Boehler emerged from those talks with a lot to say. Indeed, given that nothing was agreed upon, he might have said too much, leading to Israel’s mad dash to short-circuit the ideas that Boehler said emerged in the talks.
Boehler said that Hamas was open to a five-to-ten-year truce. That’s a credible claim, as Hamas has often proposed such an agreement. Whatever one believes about its sincerity, though, it demonstrates the utility of direct talks. This point has not been mentioned over the past year because, of course, it is in direct contradiction to the Israeli and American position that Hamas have no voice in governing Gaza. They have no interest in a truce with Hamas but demand its elimination.

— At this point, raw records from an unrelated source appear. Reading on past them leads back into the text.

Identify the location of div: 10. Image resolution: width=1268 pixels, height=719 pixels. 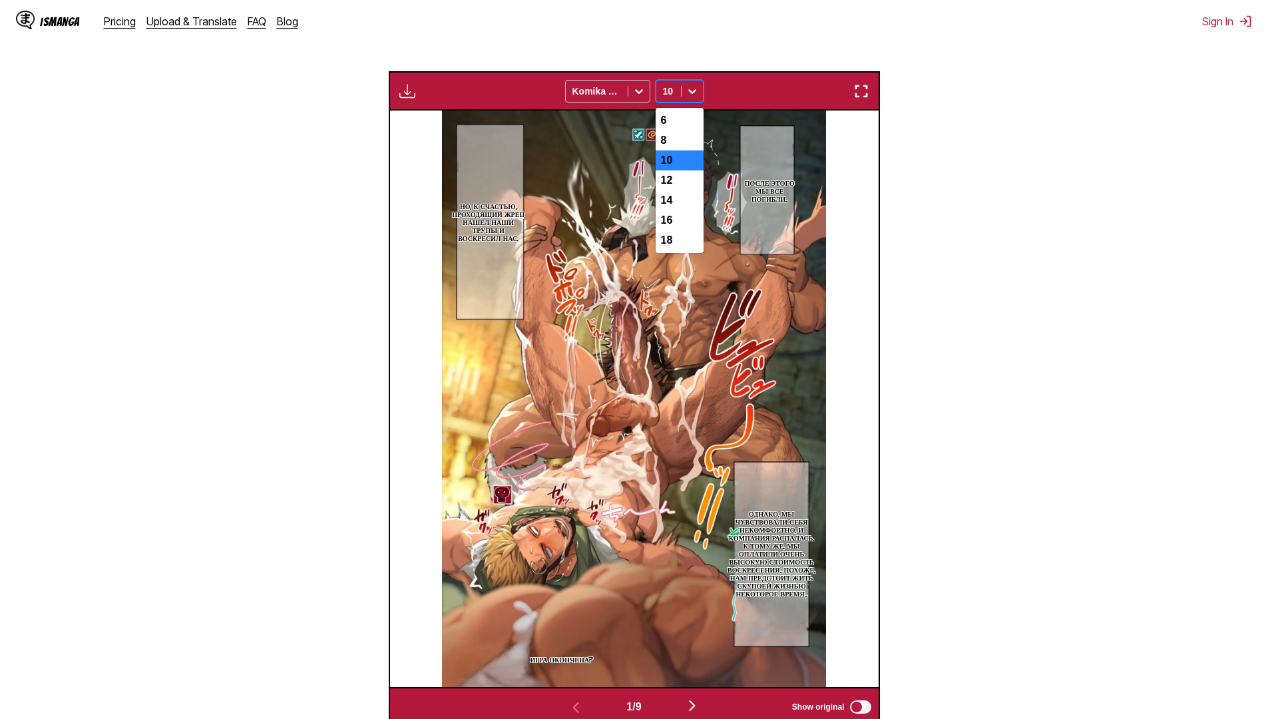
(680, 160).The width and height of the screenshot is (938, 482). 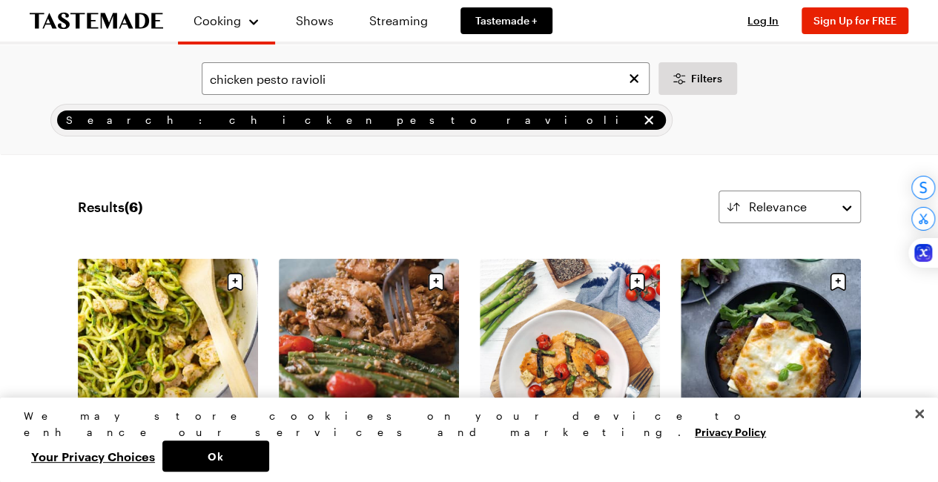 I want to click on a: To Tastemade Home Page, so click(x=96, y=21).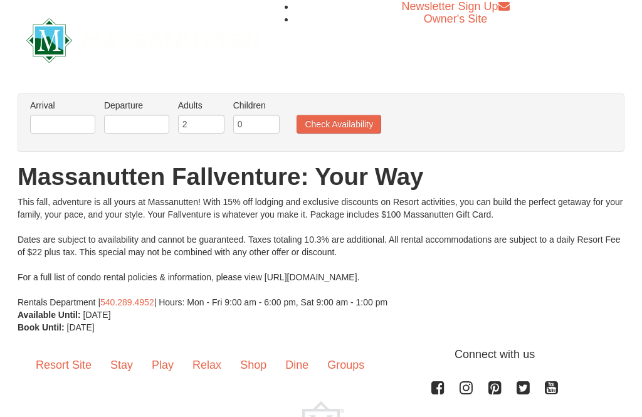 The image size is (642, 417). I want to click on a: Resort Site, so click(63, 366).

In any case, Israel would simply say that such a truce just gives Hamas the chance to rearm and lull Israel into complacency, as it did before October 7. While that’s a vast oversimplification of what happened, and is a concern that could be entirely addressed by allowing Palestinians all of their rights, it’s also a concern that would have to be addressed, something Israel doesn’t want. They’d prefer it simply be a deal-breaker.
Yet Hamas’ willingness to agree to such a truce, combined with its agreement to a technocratic Palestinian government that it would have no role in, is an important reality, one that needs to be part of the discussions, whether Israel trusts Hamas’ intentions or not. Rare indeed are the negotiations between antagonistic parties where one side trusts the other, and Palestinians have no reason, to say the least, to trust Israelis either.
Daylight between the U.S. and Israel exists . . .
Trump’s spokespeople made it clear that Boehler was fully authorized to hold these talks, and this is where we see how correct Levinson was in his contrast between Trump and Biden on this point.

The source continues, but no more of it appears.